I have never heard to that many of us going to France.

If this is true - would love to learn more.


I've seen that number mentioned before but it sounds:comeon:


The first stop was the Arc de Triomphe, where the encyclopedic Stevenson said former American slaves who made it to France in the 19th century came to sense freedom beyond the reach of bounty hunters.
“For the first time, you’re not looking over your shoulder, going, `Are they after me? Are they going to catch me?’” said Stevenson. “There were laws that protected the African-Americans who came here.“
Stevenson cited unofficial figures indicating that up to 50,000 free blacks came here from Louisiana in the decades after Napoleon sold the territory to the United States in 1803, fearing greater restrictions under the new authorities.
The best-known wave of black Americans to France came during World War I, when some 200,000 came to fight.
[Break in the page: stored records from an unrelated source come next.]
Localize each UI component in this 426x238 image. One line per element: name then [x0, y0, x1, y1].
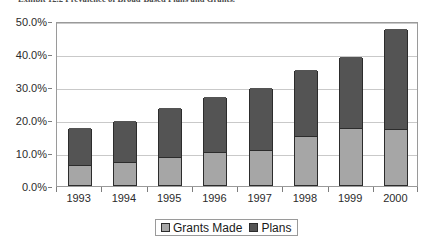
bar-stack[interactable] — [249, 89, 273, 186]
y-axis-tick-label: 50.0% — [0, 16, 52, 28]
bar-segment-grants-made[interactable] — [340, 128, 362, 185]
bar-group[interactable] — [158, 23, 182, 186]
bar-segment-plans[interactable] — [204, 97, 226, 152]
bar-stack[interactable] — [68, 129, 92, 186]
bar-segment-grants-made[interactable] — [385, 129, 407, 185]
bar-segment-grants-made[interactable] — [295, 136, 317, 186]
x-axis-tick-label: 1996 — [202, 192, 226, 204]
legend-swatch-plans — [249, 223, 258, 232]
y-axis-tick-mark — [48, 154, 52, 155]
bar-group[interactable] — [384, 23, 408, 186]
bar-stack[interactable] — [294, 71, 318, 186]
legend-item-label: Grants Made — [173, 221, 242, 235]
bar-stack[interactable] — [113, 122, 137, 186]
bar-group[interactable] — [113, 23, 137, 186]
y-axis-tick-mark — [48, 121, 52, 122]
bar-group[interactable] — [339, 23, 363, 186]
legend-item[interactable]: Grants Made — [161, 221, 242, 235]
bar-stack[interactable] — [158, 109, 182, 186]
legend-item[interactable]: Plans — [249, 221, 291, 235]
chart-legend: Grants MadePlans — [155, 219, 298, 236]
bar-group[interactable] — [203, 23, 227, 186]
bar-segment-plans[interactable] — [295, 70, 317, 135]
bar-stack[interactable] — [339, 58, 363, 186]
bar-group[interactable] — [68, 23, 92, 186]
bar-segment-plans[interactable] — [385, 29, 407, 129]
bar-segment-plans[interactable] — [69, 128, 91, 165]
bar-segment-grants-made[interactable] — [204, 152, 226, 185]
x-axis-tick-label: 1997 — [247, 192, 271, 204]
bar-segment-grants-made[interactable] — [114, 162, 136, 185]
y-axis-tick-label: 10.0% — [0, 148, 52, 160]
y-axis-tick-mark — [48, 22, 52, 23]
x-axis-tick-label: 1993 — [66, 192, 90, 204]
bar-stack[interactable] — [203, 98, 227, 186]
bar-segment-grants-made[interactable] — [69, 165, 91, 185]
legend-swatch-grants-made — [161, 223, 170, 232]
plot-area — [56, 22, 418, 187]
x-axis-tick-label: 2000 — [383, 192, 407, 204]
x-axis-tick-label: 1995 — [157, 192, 181, 204]
y-axis-tick-label: 30.0% — [0, 82, 52, 94]
bar-segment-plans[interactable] — [114, 121, 136, 162]
y-axis-tick-label: 20.0% — [0, 115, 52, 127]
y-axis-tick-label: 0.0% — [0, 181, 52, 193]
chart-figure: 0.0%10.0%20.0%30.0%40.0%50.0% 1993199419… — [0, 0, 426, 238]
y-axis-labels: 0.0%10.0%20.0%30.0%40.0%50.0% — [0, 22, 52, 187]
bar-segment-plans[interactable] — [340, 57, 362, 128]
bar-segment-plans[interactable] — [250, 88, 272, 150]
bar-series-container — [57, 23, 417, 186]
bar-stack[interactable] — [384, 30, 408, 186]
bar-segment-grants-made[interactable] — [159, 157, 181, 185]
bar-segment-plans[interactable] — [159, 108, 181, 157]
x-axis-tick-label: 1994 — [112, 192, 136, 204]
bar-group[interactable] — [249, 23, 273, 186]
x-axis-tick-label: 1998 — [293, 192, 317, 204]
bar-segment-grants-made[interactable] — [250, 150, 272, 185]
bar-group[interactable] — [294, 23, 318, 186]
x-axis-labels: 19931994199519961997199819992000 — [56, 192, 418, 208]
y-axis-tick-mark — [48, 55, 52, 56]
y-axis-tick-mark — [48, 88, 52, 89]
y-axis-tick-mark — [48, 187, 52, 188]
x-axis-tick-label: 1999 — [338, 192, 362, 204]
y-axis-tick-label: 40.0% — [0, 49, 52, 61]
legend-item-label: Plans — [261, 221, 291, 235]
“Ninety percent of these soldiers were from the South, and the idea that they could actually talk to white women without immediately being lynched was a revelation to them,” said Stovall, author of “Paris Noir: African-Americans in the City of Light,” by phone.
“They wrote letters back home ... that were often published in the black press,” he said. “That helped create this idea of France as this paradise of racial tolerance.“
After the war, many black musicians migrated to feed France’s infatuation with jazz.